Blog Post
Celebrating International Women's Day
The following post appears courtesy of Susan B. Carbon, Director of the Office on Violence Against Women.
Today, March 8, the Office on Violence Against Women joins the global community in honoring both Women’s History Month and the 100th Anniversary of International Women’s Day. It is a fitting opportunity to reflect critically on how far we have come for equality, and the great strides we have made in ending violence against women internationally.

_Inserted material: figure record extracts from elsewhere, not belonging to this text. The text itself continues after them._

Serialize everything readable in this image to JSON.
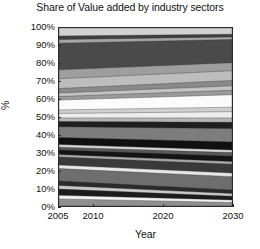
{
  "chart_data": {
    "type": "area",
    "title": "Share of Value added by industry sectors",
    "subtitle": "",
    "xlabel": "Year",
    "ylabel": "%",
    "grid": false,
    "legend_position": "none",
    "stacked": true,
    "normalized_percent": true,
    "xlim": [
      2005,
      2030
    ],
    "ylim": [
      0,
      100
    ],
    "xticks": [
      2005,
      2010,
      2020,
      2030
    ],
    "xtick_labels": [
      "2005",
      "2010",
      "2020",
      "2030"
    ],
    "yticks": [
      0,
      10,
      20,
      30,
      40,
      50,
      60,
      70,
      80,
      90,
      100
    ],
    "ytick_labels": [
      "0%",
      "10%",
      "20%",
      "30%",
      "40%",
      "50%",
      "60%",
      "70%",
      "80%",
      "90%",
      "100%"
    ],
    "x": [
      2005,
      2030
    ],
    "note": "Grayscale stacked percentage area chart; values are cumulative upper boundaries of each band read off the y-axis at the left (2005) and right (2030) edges.",
    "series": [
      {
        "name": "sector-01",
        "color": "#8f8f8f",
        "cum_start": 4.0,
        "cum_end": 2.0
      },
      {
        "name": "sector-02",
        "color": "#f2f2f2",
        "cum_start": 6.0,
        "cum_end": 3.4
      },
      {
        "name": "sector-03",
        "color": "#1c1c1c",
        "cum_start": 9.5,
        "cum_end": 5.5
      },
      {
        "name": "sector-04",
        "color": "#c9c9c9",
        "cum_start": 11.5,
        "cum_end": 7.0
      },
      {
        "name": "sector-05",
        "color": "#2b2b2b",
        "cum_start": 14.0,
        "cum_end": 9.0
      },
      {
        "name": "sector-06",
        "color": "#6e6e6e",
        "cum_start": 21.0,
        "cum_end": 16.5
      },
      {
        "name": "sector-07",
        "color": "#e8e8e8",
        "cum_start": 23.0,
        "cum_end": 18.5
      },
      {
        "name": "sector-08",
        "color": "#3a3a3a",
        "cum_start": 27.5,
        "cum_end": 23.5
      },
      {
        "name": "sector-09",
        "color": "#a8a8a8",
        "cum_start": 29.0,
        "cum_end": 25.0
      },
      {
        "name": "sector-10",
        "color": "#141414",
        "cum_start": 31.5,
        "cum_end": 28.0
      },
      {
        "name": "sector-11",
        "color": "#585858",
        "cum_start": 33.0,
        "cum_end": 30.0
      },
      {
        "name": "sector-12",
        "color": "#d6d6d6",
        "cum_start": 34.5,
        "cum_end": 31.5
      },
      {
        "name": "sector-13",
        "color": "#101010",
        "cum_start": 38.5,
        "cum_end": 36.0
      },
      {
        "name": "sector-14",
        "color": "#7d7d7d",
        "cum_start": 44.5,
        "cum_end": 43.5
      },
      {
        "name": "sector-15",
        "color": "#1f1f1f",
        "cum_start": 47.5,
        "cum_end": 47.0
      },
      {
        "name": "sector-16",
        "color": "#b5b5b5",
        "cum_start": 49.5,
        "cum_end": 49.5
      },
      {
        "name": "sector-17",
        "color": "#ededed",
        "cum_start": 52.0,
        "cum_end": 53.0
      },
      {
        "name": "sector-18",
        "color": "#cfcfcf",
        "cum_start": 54.0,
        "cum_end": 55.5
      },
      {
        "name": "sector-19",
        "color": "#fbfbfb",
        "cum_start": 59.5,
        "cum_end": 62.5
      },
      {
        "name": "sector-20",
        "color": "#9a9a9a",
        "cum_start": 61.5,
        "cum_end": 65.0
      },
      {
        "name": "sector-21",
        "color": "#c2c2c2",
        "cum_start": 63.5,
        "cum_end": 67.5
      },
      {
        "name": "sector-22",
        "color": "#8a8a8a",
        "cum_start": 66.0,
        "cum_end": 70.5
      },
      {
        "name": "sector-23",
        "color": "#bdbdbd",
        "cum_start": 71.5,
        "cum_end": 76.0
      },
      {
        "name": "sector-24",
        "color": "#9e9e9e",
        "cum_start": 76.5,
        "cum_end": 80.5
      },
      {
        "name": "sector-25",
        "color": "#4a4a4a",
        "cum_start": 91.5,
        "cum_end": 93.5
      },
      {
        "name": "sector-26",
        "color": "#a5a5a5",
        "cum_start": 93.5,
        "cum_end": 95.0
      },
      {
        "name": "sector-27",
        "color": "#3f3f3f",
        "cum_start": 95.5,
        "cum_end": 96.5
      },
      {
        "name": "sector-28",
        "color": "#d2d2d2",
        "cum_start": 100.0,
        "cum_end": 100.0
      }
    ]
  },
  "axis": {
    "edge_color": "#2b2b2b",
    "background": "#ffffff"
  }
}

In the United States, these two historic March celebrations provide a time to remember women’s suffrage advocates like Elizabeth Cady Stanton, Lucretia Mott and Susan B. Anthony, who believed women had a voice that was important to be heard before their male and female peers. It is a time to celebrate Elizabeth Blackwell and Rebecca Lee Crumpler who paved the way for equality for women in the medical field, regardless of both gender and race. It is a time to commemorate Arabella Mansfield and Ada H. Kepley and Sandra Day O’Connor, who shattered the glass doors of the courthouse to allow women to enter the field of law. It is a time to honor Margaret Chase Smith and Susanna Medora Salter and Nancy Pelosi, who gave women not just a voice at the ballot box but in the decisions of city halls and the United States Congress.
We also honor others who have pursued the quest for equality and to end violence against women. We honor the achievements of men like Vice President Joe Biden, who in 1994 had the commitment and conscience to take on this international atrocity by penning the Violence Against Women Act. We honor organizations across the country that are addressing issues of bystander, specifically male bystander, intervention and the importance of every member of a community being an advocate to stop sexual and domestic violence against women when they see it -- and acknowledge its presence even when they don’t see it.
We are grateful to have the support of the President and his administration for our work to end the violence, and to have his strong voice in commemorating this month.
As he stated in his Presidential Proclamation:
"I have also called on every agency in the Federal Government to be part of the solution to ending violence against women, and they have responded with unprecedented cooperation to protect victims of domestic and sexual violence and enable survivors to break the cycle of abuse."
But we also take this time to look to how far we have to go to create a world where women are empowered in all ways and for an end to violence against women for future generations. Nationally and internationally, the atrocities of violence against women are far from solved. At the Office on Violence Against Women, we take every opportunity to engage the field, and our federal partners and colleagues, to end this violence.
We also hope this month encourages you to renew your commitment and add your voice to the goal of seeing that violence against women is a part of our history, not our present or future.
We remind all those in need of assistance, or other concerned friends and individuals, to call the National Domestic Violence Hotline at 1-800-799-SAFE or the National Sexual Assault Hotline at 1-800-656-HOPE.